Teyana Taylor, a Black woman actor, won the Golden Globe for best supporting actress earlier this month for her role as Perfidia Beverly Hills in “One Battle After Another.” On Thursday she was nominated for an Oscar for that same role in Paul Thomas Anderson’s action thriller-dark comedy about a far-left resistance group taking on the government. But even though Black women’s wins at the Oscars and Golden Globes have been few and far between, those of us who care about the representation of Black women on the big screen are justified in having mixed feelings about the role that’s getting Taylor such attention.
We can’t help being distressed by the one-dimensional Jezebel that Perfidia Beverly Hills is.
As much as we might want to join in on the “screaming and hollering” that Taylor says she did after winning the Golden Globe, we can’t help being distressed by the one-dimensional Jezebel that Perfidia Beverly Hills is. In the first 30 minutes of the almost three-hour movie, Perfidia is in at least five sexually charged scenes with her comrade and partner, Pat/Bob Ferguson (Leonardo DiCaprio), and her nemesis, Col. Lockjaw (Sean Penn).
The hypersexualized Black woman is one of the “controlling images” that Black feminist scholar Patricia Hills Collins describes as justifying the mistreatment of Black people. Such media representations are comforting for mainstream audiences because they are familiar and confirm their biases. Sadly, Hollywood keeps returning to them.
In the film, Perfidia is one of the leaders of the far-left armed group French 75, which is battling the white supremacist authoritarian U.S. regime along the U.S.-Mexico border, and finds itself locked in, well, one battle after another — for decades. Perfidia, a standout leader, gets a thrill from revolutionary violence. She finds guns “f–––ing fun” and bombs arousing.
While the story of Perfidia drives the movie, the only thing we really know about her is that she is a Black woman who feels most alive when wielding a gun. An enduring image of the film shows her firing an automatic rifle while heavily pregnant. She has her shirt unbuttoned to expose her distended belly.
Upon realizing that Lockjaw is attracted to her, she toys with his desire. She teases him until he’s visibly aroused and then parades him in front of his fellow soldiers to humiliate him. They later meet in a hotel, where they both seem to enjoy her sexually humiliating him more. He will later refer to Taylor’s character as a “semen demon.” We’re meant to laugh at this comment, which says more about Lockjaw than Perfidia, but that doesn’t lessen the sting for some viewers.
It’s hard to imagine that Anderson and Taylor herself didn’t anticipate the outrage to this over-the-top depiction of a hypersexual Black woman. So, did Anderson write Perfidia as a one-dimensional Jezebel, or is that depiction meant to be a joke? It’s not clear, largely because we see so little of her. We get no backstory. We don’t even know if she’s really into her partner beyond her excitement over his bomb-making skills. Although the movie apparently means to show the importance of Black women as resistance fighters and as worthy opponents to men on both sides of the war, and though Perfidia is ostensibly a revolutionary, she’s got a thrill-seeking personality more animated by risk than social change.

After she gives birth to a daughter who was conceived during the rendezvous with Lockjaw and suffers postpartum depression, she leaves her daughter and her partner, and the country, and never appears in the film again.
The biracial Black daughter she leaves behind is essentially her mother’s foil. She becomes the good girl, the good fighter who becomes dedicated to the liberation struggle with love and virtue, not lust and adrenaline. Those are the two primary representations of Black women in the film: pathological adult woman and her innocent child.
In the end, it’s not clear whether Anderson is playing with racist stereotypes or promoting them. It seems like he’s doing both, sometimes unintentionally. Responding to criticism about her character, Taylor said she doesn’t see Perfidia as a victim or a stereotype but as a woman who uses her sexuality as a form of erotic power to get what she wants. Yet, in large part because she’s a caricature and not a character, it’s not clear what Perfidia wants or why she wants it.
Taylor has already proved she’s a talented actor, and she certainly delivered some of the most memorable moments in “One Battle After Another.” I won’t be mad if she wins her first Oscar for her portrayal of Perfidia because, in line with what Issa Rae famously said, I’m almost always rooting for everybody Black. But I maintain the right to be mad that Hollywood keeps giving Black women roles that perpetuate troubling stereotypes about us.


◆ WHAT TO DO: Pictures aside, write out the data exactly as it reads.

◆ INPUT:
_ _ _ _ _ _ _

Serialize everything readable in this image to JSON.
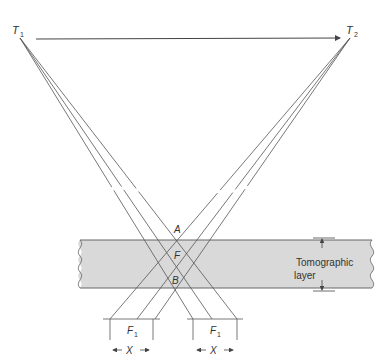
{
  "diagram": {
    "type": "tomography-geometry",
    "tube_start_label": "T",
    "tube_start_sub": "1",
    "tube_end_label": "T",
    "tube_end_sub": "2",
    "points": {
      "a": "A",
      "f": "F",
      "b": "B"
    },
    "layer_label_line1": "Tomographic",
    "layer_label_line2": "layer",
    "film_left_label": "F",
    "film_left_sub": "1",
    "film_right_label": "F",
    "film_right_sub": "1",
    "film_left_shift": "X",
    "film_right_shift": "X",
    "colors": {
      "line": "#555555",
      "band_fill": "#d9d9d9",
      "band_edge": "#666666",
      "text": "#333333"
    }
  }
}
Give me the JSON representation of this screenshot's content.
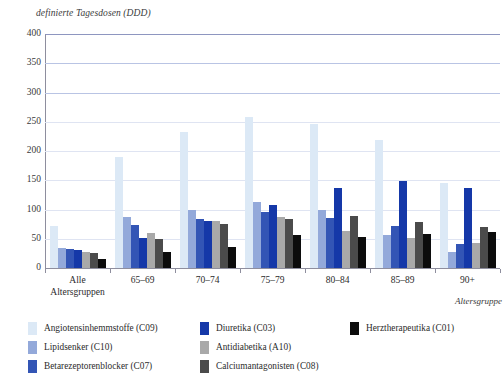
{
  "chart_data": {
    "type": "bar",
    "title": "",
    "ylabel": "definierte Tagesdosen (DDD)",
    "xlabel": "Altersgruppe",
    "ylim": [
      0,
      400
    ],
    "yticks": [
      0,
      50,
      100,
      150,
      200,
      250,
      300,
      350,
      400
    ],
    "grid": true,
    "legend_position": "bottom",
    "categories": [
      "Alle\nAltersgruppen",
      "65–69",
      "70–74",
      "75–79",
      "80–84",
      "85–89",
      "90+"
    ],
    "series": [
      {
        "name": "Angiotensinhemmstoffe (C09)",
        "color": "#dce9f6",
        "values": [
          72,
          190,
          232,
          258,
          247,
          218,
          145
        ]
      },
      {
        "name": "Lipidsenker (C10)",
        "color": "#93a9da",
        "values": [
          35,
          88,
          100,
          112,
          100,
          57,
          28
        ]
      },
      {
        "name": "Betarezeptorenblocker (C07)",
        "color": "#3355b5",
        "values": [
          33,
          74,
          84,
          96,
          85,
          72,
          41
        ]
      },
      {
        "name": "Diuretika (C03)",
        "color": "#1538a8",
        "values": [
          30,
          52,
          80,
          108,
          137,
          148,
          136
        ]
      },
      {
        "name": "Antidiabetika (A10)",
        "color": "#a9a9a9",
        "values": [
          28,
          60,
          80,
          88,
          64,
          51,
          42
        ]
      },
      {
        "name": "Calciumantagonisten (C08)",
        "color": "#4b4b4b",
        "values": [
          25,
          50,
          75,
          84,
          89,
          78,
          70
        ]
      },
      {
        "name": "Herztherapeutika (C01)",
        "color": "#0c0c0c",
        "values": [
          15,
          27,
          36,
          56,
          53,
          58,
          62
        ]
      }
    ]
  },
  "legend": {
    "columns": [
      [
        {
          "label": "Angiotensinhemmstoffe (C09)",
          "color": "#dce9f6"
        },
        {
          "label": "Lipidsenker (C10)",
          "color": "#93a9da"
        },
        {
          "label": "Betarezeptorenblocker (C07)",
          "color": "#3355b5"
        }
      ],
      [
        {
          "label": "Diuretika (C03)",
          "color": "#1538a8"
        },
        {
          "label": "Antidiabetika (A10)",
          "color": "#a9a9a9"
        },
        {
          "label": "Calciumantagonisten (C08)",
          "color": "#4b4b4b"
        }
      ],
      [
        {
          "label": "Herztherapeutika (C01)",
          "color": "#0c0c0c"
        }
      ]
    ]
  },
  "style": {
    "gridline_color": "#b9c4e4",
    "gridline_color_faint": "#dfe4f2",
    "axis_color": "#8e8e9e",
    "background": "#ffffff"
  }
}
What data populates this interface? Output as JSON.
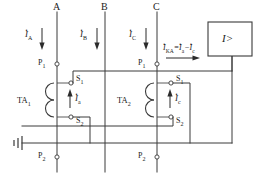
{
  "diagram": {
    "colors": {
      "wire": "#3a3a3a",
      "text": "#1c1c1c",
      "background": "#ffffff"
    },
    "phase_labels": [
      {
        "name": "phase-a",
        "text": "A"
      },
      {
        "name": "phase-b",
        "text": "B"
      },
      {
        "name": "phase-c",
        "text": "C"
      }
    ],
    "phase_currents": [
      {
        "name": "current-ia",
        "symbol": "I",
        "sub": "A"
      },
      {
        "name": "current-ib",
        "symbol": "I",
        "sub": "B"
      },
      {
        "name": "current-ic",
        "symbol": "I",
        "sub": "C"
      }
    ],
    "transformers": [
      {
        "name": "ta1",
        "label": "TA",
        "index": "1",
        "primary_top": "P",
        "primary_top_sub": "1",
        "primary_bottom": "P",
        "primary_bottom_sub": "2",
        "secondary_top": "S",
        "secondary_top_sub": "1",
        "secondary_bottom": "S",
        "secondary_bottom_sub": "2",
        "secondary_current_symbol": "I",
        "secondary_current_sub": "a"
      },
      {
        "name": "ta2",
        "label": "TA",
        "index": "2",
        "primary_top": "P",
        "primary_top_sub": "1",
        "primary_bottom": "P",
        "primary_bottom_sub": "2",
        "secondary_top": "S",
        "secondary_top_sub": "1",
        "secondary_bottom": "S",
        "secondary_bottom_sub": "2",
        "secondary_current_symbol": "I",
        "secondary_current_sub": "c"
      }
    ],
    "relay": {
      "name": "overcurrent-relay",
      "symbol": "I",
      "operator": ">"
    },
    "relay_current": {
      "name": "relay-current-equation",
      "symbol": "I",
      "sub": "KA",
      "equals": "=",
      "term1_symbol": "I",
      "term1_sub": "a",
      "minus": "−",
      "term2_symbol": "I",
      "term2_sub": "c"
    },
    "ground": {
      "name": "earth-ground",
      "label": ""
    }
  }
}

_ _ _ _ _ _ _

◆ FINISHED TASK:
Serialize everything readable in this image to JSON.
{
  "diagram": {
    "type": "tomography-geometry",
    "tube_start_label": "T",
    "tube_start_sub": "1",
    "tube_end_label": "T",
    "tube_end_sub": "2",
    "points": {
      "a": "A",
      "f": "F",
      "b": "B"
    },
    "layer_label_line1": "Tomographic",
    "layer_label_line2": "layer",
    "film_left_label": "F",
    "film_left_sub": "1",
    "film_right_label": "F",
    "film_right_sub": "1",
    "film_left_shift": "X",
    "film_right_shift": "X",
    "colors": {
      "line": "#555555",
      "band_fill": "#d9d9d9",
      "band_edge": "#666666",
      "text": "#333333"
    }
  }
}
Give me the JSON representation of this screenshot's content.
{
  "chart_data": {
    "type": "bar",
    "title": "",
    "ylabel": "definierte Tagesdosen (DDD)",
    "xlabel": "Altersgruppe",
    "ylim": [
      0,
      400
    ],
    "yticks": [
      0,
      50,
      100,
      150,
      200,
      250,
      300,
      350,
      400
    ],
    "grid": true,
    "legend_position": "bottom",
    "categories": [
      "Alle\nAltersgruppen",
      "65–69",
      "70–74",
      "75–79",
      "80–84",
      "85–89",
      "90+"
    ],
    "series": [
      {
        "name": "Angiotensinhemmstoffe (C09)",
        "color": "#dce9f6",
        "values": [
          72,
          190,
          232,
          258,
          247,
          218,
          145
        ]
      },
      {
        "name": "Lipidsenker (C10)",
        "color": "#93a9da",
        "values": [
          35,
          88,
          100,
          112,
          100,
          57,
          28
        ]
      },
      {
        "name": "Betarezeptorenblocker (C07)",
        "color": "#3355b5",
        "values": [
          33,
          74,
          84,
          96,
          85,
          72,
          41
        ]
      },
      {
        "name": "Diuretika (C03)",
        "color": "#1538a8",
        "values": [
          30,
          52,
          80,
          108,
          137,
          148,
          136
        ]
      },
      {
        "name": "Antidiabetika (A10)",
        "color": "#a9a9a9",
        "values": [
          28,
          60,
          80,
          88,
          64,
          51,
          42
        ]
      },
      {
        "name": "Calciumantagonisten (C08)",
        "color": "#4b4b4b",
        "values": [
          25,
          50,
          75,
          84,
          89,
          78,
          70
        ]
      },
      {
        "name": "Herztherapeutika (C01)",
        "color": "#0c0c0c",
        "values": [
          15,
          27,
          36,
          56,
          53,
          58,
          62
        ]
      }
    ]
  },
  "legend": {
    "columns": [
      [
        {
          "label": "Angiotensinhemmstoffe (C09)",
          "color": "#dce9f6"
        },
        {
          "label": "Lipidsenker (C10)",
          "color": "#93a9da"
        },
        {
          "label": "Betarezeptorenblocker (C07)",
          "color": "#3355b5"
        }
      ],
      [
        {
          "label": "Diuretika (C03)",
          "color": "#1538a8"
        },
        {
          "label": "Antidiabetika (A10)",
          "color": "#a9a9a9"
        },
        {
          "label": "Calciumantagonisten (C08)",
          "color": "#4b4b4b"
        }
      ],
      [
        {
          "label": "Herztherapeutika (C01)",
          "color": "#0c0c0c"
        }
      ]
    ]
  },
  "style": {
    "gridline_color": "#b9c4e4",
    "gridline_color_faint": "#dfe4f2",
    "axis_color": "#8e8e9e",
    "background": "#ffffff"
  }
}
What data populates this interface? Output as JSON.
{
  "diagram": {
    "colors": {
      "wire": "#3a3a3a",
      "text": "#1c1c1c",
      "background": "#ffffff"
    },
    "phase_labels": [
      {
        "name": "phase-a",
        "text": "A"
      },
      {
        "name": "phase-b",
        "text": "B"
      },
      {
        "name": "phase-c",
        "text": "C"
      }
    ],
    "phase_currents": [
      {
        "name": "current-ia",
        "symbol": "I",
        "sub": "A"
      },
      {
        "name": "current-ib",
        "symbol": "I",
        "sub": "B"
      },
      {
        "name": "current-ic",
        "symbol": "I",
        "sub": "C"
      }
    ],
    "transformers": [
      {
        "name": "ta1",
        "label": "TA",
        "index": "1",
        "primary_top": "P",
        "primary_top_sub": "1",
        "primary_bottom": "P",
        "primary_bottom_sub": "2",
        "secondary_top": "S",
        "secondary_top_sub": "1",
        "secondary_bottom": "S",
        "secondary_bottom_sub": "2",
        "secondary_current_symbol": "I",
        "secondary_current_sub": "a"
      },
      {
        "name": "ta2",
        "label": "TA",
        "index": "2",
        "primary_top": "P",
        "primary_top_sub": "1",
        "primary_bottom": "P",
        "primary_bottom_sub": "2",
        "secondary_top": "S",
        "secondary_top_sub": "1",
        "secondary_bottom": "S",
        "secondary_bottom_sub": "2",
        "secondary_current_symbol": "I",
        "secondary_current_sub": "c"
      }
    ],
    "relay": {
      "name": "overcurrent-relay",
      "symbol": "I",
      "operator": ">"
    },
    "relay_current": {
      "name": "relay-current-equation",
      "symbol": "I",
      "sub": "KA",
      "equals": "=",
      "term1_symbol": "I",
      "term1_sub": "a",
      "minus": "−",
      "term2_symbol": "I",
      "term2_sub": "c"
    },
    "ground": {
      "name": "earth-ground",
      "label": ""
    }
  }
}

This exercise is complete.